By far, his most widely-read book was Rich Christians in
an Age of Hunger. Hailed by Christianity Today as one of the one
hundred most influential books in religion in the 20th century, it has
sold over 400,000 copies in nine languages.
Ron Sider was “a model for an
evangelical Christianity committed to social justice.” That is how Tish Harrison Warren, an Anglican priest, describes
Sider in her Aug.
7 New York Times opinion piece. I heartily agree.
When he was still 34 years old and
before moving to Eastern, in 1973 Sider helped convene a group of evangelical
Christians in Chicago. They issued “The Chicago
Declaration of Evangelical Social Concern.”
Writing about that document in
2012, one author explained that “Sider and his colleagues condemned American
militarism, sexism, economic injustice, and President Nixon’s ‘lust for and
abuse of power.’”** (Sider and his fellow evangelicals then were quite
different from many evangelicals today.)
It was because of “The Chicago
Declaration,” which in addition to Sider was signed by over 50 progressive evangelicals,
including Art Gish and Jim Wallis as well as James Dunn and Foy Valentine, two
Southern Baptists I highly respected, that I was able to long self-identify as
an evangelical.
Then, under Sider’s leadership, “The Chicago Declaration” became
the founding document for Evangelicals for Social Action, a progressive group organized
in 1978. (In 2020 the ESA changed their name to Christians for Social Action.)
I did not agree with all of Sider’s positions, such as his unwavering
anti-abortion stance. Nevertheless, I appreciate the emphasis he made in his
1987 book titled Completely Pro-Life: Building a Consistent Stance on Abortion, the Family, Nuclear Weapons, the Poor.

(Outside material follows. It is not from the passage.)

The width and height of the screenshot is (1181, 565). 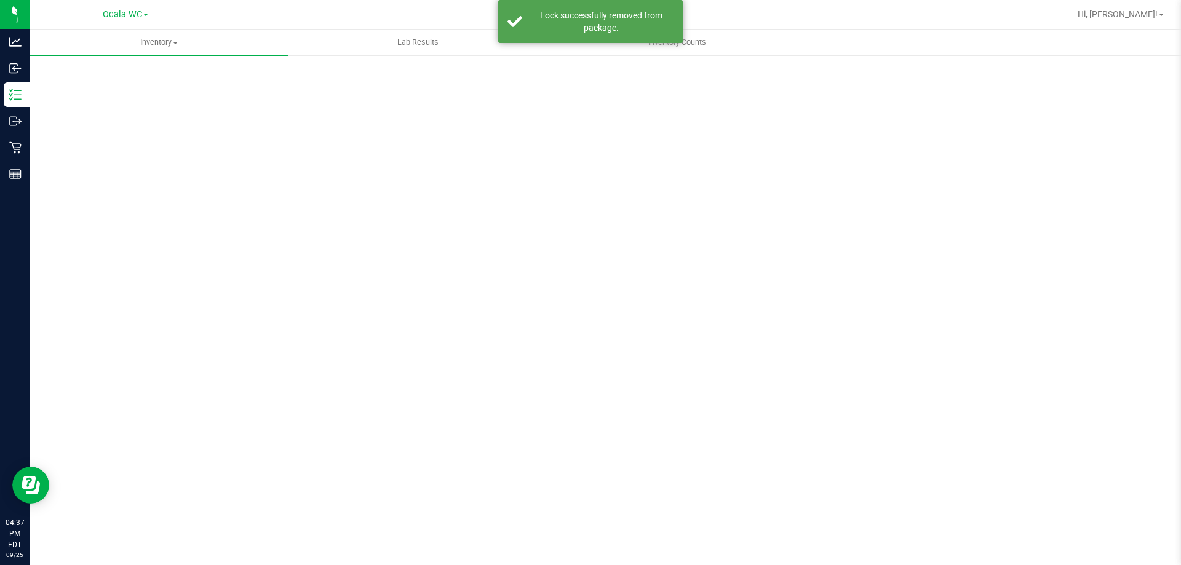 What do you see at coordinates (15, 42) in the screenshot?
I see `inline-svg: Analytics` at bounding box center [15, 42].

Despite some disagreements, Sider
was clearly a model for Christians, especially for those in the evangelical
tradition, who take the teachings of Jesus seriously.
Ron Sider was an active Christian model into his 80s. In
2020, his succinct book Speak Your Peace: What the Bible Says about Loving
Our Enemies articulated his Anabaptist understanding of Christianity and summarized
the biblical case for pacifism and active nonviolence.
Also in 2020, Sider was the editor of The Spiritual
Danger of Donald Trump: 30 Evangelical Christians on Justice, Truth, and Moral
Integrity. In addition to the Introduction and Afterword, he also authored
chapters 8 and 11 of that book.
His
last blog post, a 900-word article titled “Advance Both Religious Liberty
and LGBTQ Civil Rights,” was made on May 29 before his death of cardiac arrest
on July 27.
So, I post this in fond memory of
Ron Sider, who as Warren wrote “helped birth a movement and blaze a trail. And
though at times it seems that trail has been hidden under Christian political
partisanship . . . many Christians are still trying to walk the narrow path he
left behind him.”
Thank God for faithful Christian scholars
and disciples such as Ron Sider!
_____
* One of my first blog posts, made here on 7/21/09, was titled
“James Cone at a KKK Meeting.” Up to this point, there have been only 24
pageviews of it, but many of you would find that brief post about the black liberation
theologian to be of interest.
** The words are from Asbury University professor David Swartz’s book
Moral
Minority: The Evangelical Left in an Age of Conservatism (2012, 2014).